After years of debate, Cal State Long Beach President Jane Close Conoley has decided to retire Prospector Pete, the campus’ controversial mascot.

The official announcement Thursday includes a host of changes, including moving a statue of Prospector Pete that students have walked by for decades in the quad of the Liberal Arts Building 5 to a new Alumni Center that is set to break ground in spring 2019.

But the name “the 49er’s” isn’t so easy to shed—they’ve got the 49er Shops, the 49er Foundation and the Daily 49er all using the moniker—so Conoley said the university will pivot to using “the 1949er’s” instead, in reference to the year campus was founded.

“That was a brilliant and a blinding flash of the obvious the other day, when we realized that the controversy is really about 1849, and we were never the ‘1849ers,’ we were always the ‘1949ers’ and so we’ll start inserting that 19 in there,” Conoley said.

After the student government passed a resolution in March to ask the university to disassociate with the Gold Rush era, a committee of students, faculty, alumni and athletics staff met over late spring and early summer. Together, they agreed mascot Prospector Pete needed to be retired and the statue moved.

“Pete the Prospector” sits in a plaza in between the Liberal Arts buildings and the Quad on the upper campus of CSULB on August 7, 2018. Photo by Thomas R Cordova.

“I’m sure there will be some people will be disgruntled about it,” Conoley said. “The great majority, from what I can tell, don’t care. There’s another group that don’t care very much, but don’t like the notion that somehow we’re being politically correct, like we’re caving into some radical position. But really I see it as: we’re moving forward.”

Beloved by some and reviled by others, Prospector Pete has been a contentious issue since at least the 70s, when people started pointing out the realities of Gold Rush-era prospectors, including mass murders of Native Americans in pursuit of riches.

The university is also built on top of the village of Puvungna. The Tongva tribe once lived there before the prospectors of the Gold Rush and settlers pushed them to near extinction.

But the history of Prospector Pete is more than a caricature of the Gold Rush era, Conoley said. After asking university librarians to dig into the history of the theme, they found that the Gold Rush roots of the university go back to the comments of the first university president, P. Victor Peterson, whom students affectionately called Pete, as in “Prospector Pete.”

Conoley said Peterson would often talk about “striking gold in education” when starting LBSU and the “rush” for education in Long Beach when the university was founded in 1949.

While Conoley wants to honor the university’s past, she wants to move it forward too, she said. To do that, they launched a new web page that details the history of the mascot and the reasoning for changing it.

The process to find a new mascot will be a thoughtful one, Conoley said, and will be part of the bigger campus revisioning project called “Beach 2030,” a two-day event in November that will gather input online and in person from students, faculty, alumni and the public on what LBSU’s goals should be over the next decade.

One of the questions will ask what the public wants in terms of a new mascot. Using that information, student government leaders can choose to lead a referendum vote on what the new mascot could be in the spring.

“If there’s a statue or mascot that disempowers some people in our community, its important to address it as agents of change in this world,” said vice president of Associated Students Inc., Leen Almahdi.

Athletics have also been moving away from the Prospector Pete mascot and 49er name for years, opting instead for being called “The Beach” and “Dirtbags” for baseball.

“We’re flying in the face of every marketing firm we’ve ever talked to, but so far so good,” Conoley joked. “We’re sailing our own ship here.”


* DESCRIPTION OF THE TASK:
Exclude all pictures, then copy each of the records exactly as written.
** RECORD EXCERPTS follows **
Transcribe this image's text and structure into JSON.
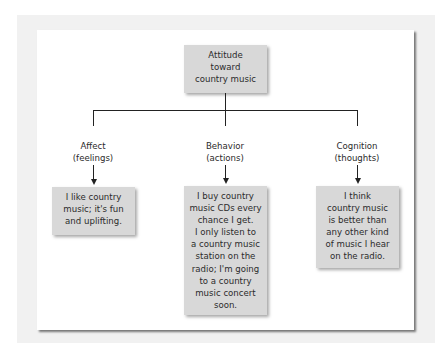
{
  "diagram": {
    "type": "hierarchy",
    "root": {
      "label": "Attitude\ntoward\ncountry music"
    },
    "components": [
      {
        "label": "Affect\n(feelings)",
        "example": "I like country\nmusic; it's fun\nand uplifting."
      },
      {
        "label": "Behavior\n(actions)",
        "example": "I buy country\nmusic CDs every\nchance I get.\nI only listen to\na country music\nstation on the\nradio; I'm going\nto a country\nmusic concert\nsoon."
      },
      {
        "label": "Cognition\n(thoughts)",
        "example": "I think\ncountry music\nis better than\nany other kind\nof music I hear\non the radio."
      }
    ],
    "colors": {
      "box_fill": "#d8d8d8",
      "line": "#222222",
      "frame": "#f1f1f1",
      "panel": "#ffffff"
    }
  }
}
** End of RECORD EXCERPTS **
* OUTPUT FOR THIS EXERCISE:
Transcribe this image's text and structure into JSON.
{
  "diagram": {
    "type": "hierarchy",
    "root": {
      "label": "Attitude\ntoward\ncountry music"
    },
    "components": [
      {
        "label": "Affect\n(feelings)",
        "example": "I like country\nmusic; it's fun\nand uplifting."
      },
      {
        "label": "Behavior\n(actions)",
        "example": "I buy country\nmusic CDs every\nchance I get.\nI only listen to\na country music\nstation on the\nradio; I'm going\nto a country\nmusic concert\nsoon."
      },
      {
        "label": "Cognition\n(thoughts)",
        "example": "I think\ncountry music\nis better than\nany other kind\nof music I hear\non the radio."
      }
    ],
    "colors": {
      "box_fill": "#d8d8d8",
      "line": "#222222",
      "frame": "#f1f1f1",
      "panel": "#ffffff"
    }
  }
}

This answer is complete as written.